Marsali appeared suddenly in the kitchen door, as Joanie was carefully spelling “acanthocytosis,” and I looked up from my grinding. She was holding a letter in her hand and looked worried.

“Is it the Indian they call Joseph Brant that Young Ian kens?” she asked.

“I expect he knows quite a few of them,” I replied, setting down my pestle. “But I’ve heard him mention Joseph Brant, yes. The man’s Mohawk name starts with a ‘T,’ I think, but that’s as much as I feel sure of. Why?” I felt a slight uneasiness at the name. Ian’s Mohawk wife, Emily, had been living in a settlement in New York founded by Brant; Ian had mentioned it, very briefly, when he’d gone up there to visit her last year.

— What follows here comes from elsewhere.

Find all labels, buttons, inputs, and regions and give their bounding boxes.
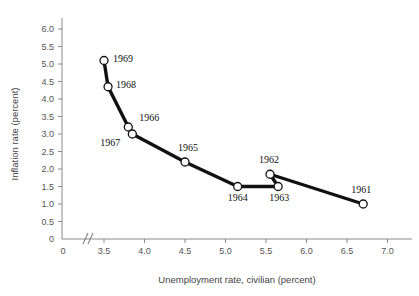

He hadn’t said what the purpose of his visit was, and neither Jamie nor I had asked, but I assumed it to have had something to do with his fear that he couldn’t sire children, as all his babies with Emily had either been stillborn or miscarried. He’d asked me about the matter, and I’d told him what I could, offering what reassurance I could that he might be able to have children with another woman.

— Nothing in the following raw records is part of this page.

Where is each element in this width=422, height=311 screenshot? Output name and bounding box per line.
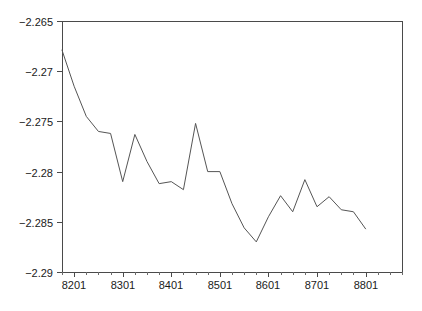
x-axis-tick-labels: 8201830184018501860187018801 <box>62 279 378 291</box>
plot-frame <box>62 21 402 272</box>
data-series-group <box>62 50 366 242</box>
x-tick-label: 8401 <box>159 279 183 291</box>
line-chart: −2.265−2.27−2.275−2.28−2.285−2.29 820183… <box>0 0 422 311</box>
y-tick-label: −2.27 <box>25 66 53 78</box>
x-axis-ticks <box>63 272 403 277</box>
x-tick-label: 8201 <box>62 279 86 291</box>
y-axis-tick-labels: −2.265−2.27−2.275−2.28−2.285−2.29 <box>19 16 53 279</box>
chart-container: −2.265−2.27−2.275−2.28−2.285−2.29 820183… <box>0 0 422 311</box>
axis-frame <box>62 21 402 272</box>
y-tick-label: −2.28 <box>25 167 53 179</box>
series-line-1 <box>62 50 366 242</box>
y-tick-label: −2.285 <box>19 217 53 229</box>
y-axis-ticks <box>57 22 62 273</box>
x-tick-label: 8801 <box>354 279 378 291</box>
x-tick-label: 8601 <box>256 279 280 291</box>
y-tick-label: −2.29 <box>25 267 53 279</box>
x-tick-label: 8301 <box>111 279 135 291</box>
x-tick-label: 8501 <box>208 279 232 291</box>
x-tick-label: 8701 <box>305 279 329 291</box>
y-tick-label: −2.265 <box>19 16 53 28</box>
y-tick-label: −2.275 <box>19 116 53 128</box>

I offered up a quick prayer for Rachel’s chances, then returned abruptly to what Marsali was saying.

“They did what?”

“This gentleman”—she tapped the letter—“says that Brant and his men fell upon a wee place called Andrustown. No but seven families living there.” Her lips pressed tight, and she glanced at Joanie, who was listening with her ears flapping. “They plundered and burnt the place, he says, and massa—er … did awa wi’ a number of the folk who lived there.”

“What’s that word, Mam?” Joanie asked brightly. “The one that means ‘did awa’ with?”

“‘Massacred,’” I told her, saving her mother the embarrassment. “It means indiscriminate and brutal slaughter. Here.” I handed her the fresh compress, which she applied without protest, frowning in thought.

“Is that different than just killin’ someone?”

“Well,” I said judiciously, “it depends. You might kill someone by accident, for instance, and that wouldn’t be a massacre, though it would certainly be lamentable. You might kill someone who was trying to kill you, and that would be self-defense.”

“Rachel says ye oughtn’t do that,” Joanie observed, but merely for the sake of thoroughness. “What about if ye’re with an army and have to kill the soldiers on the other side?”

Marsali made a low Scottish noise of disapproval but answered tersely.

“If a man’s gone to the army, then killin’ is his job,” she said. “He does it—mostly—” she added fairly, with a raised brow to me, “to protect his ain family and property. So that’s more like self-defense, aye?”

Joanie glanced from her mother to me, still frowning.

“I ken what ‘bru-tal’ is,” she said. “That’s bein’ mean when ye havena got to. But what’s ‘in-dis-crim-in-ate’?” She sounded it out carefully, as though about to spell it.

“Without choosing,” I said, lifting one shoulder in a shrug. “It means you do something without taking much notice who you do it to and probably without much reason to do it to that particular person.”

“Did Cousin Ian’s Indian friend have nay reason for burning yon place and killing the folk, then?”

Marsali and I exchanged a glance.

“We dinna ken that,” Marsali said. “But it’s no a good thing, whatever he meant by it. Now, ye’re done. Go along and find Félicité and start in fillin’ up the washtub.” She took the compress from Joanie and shooed her out.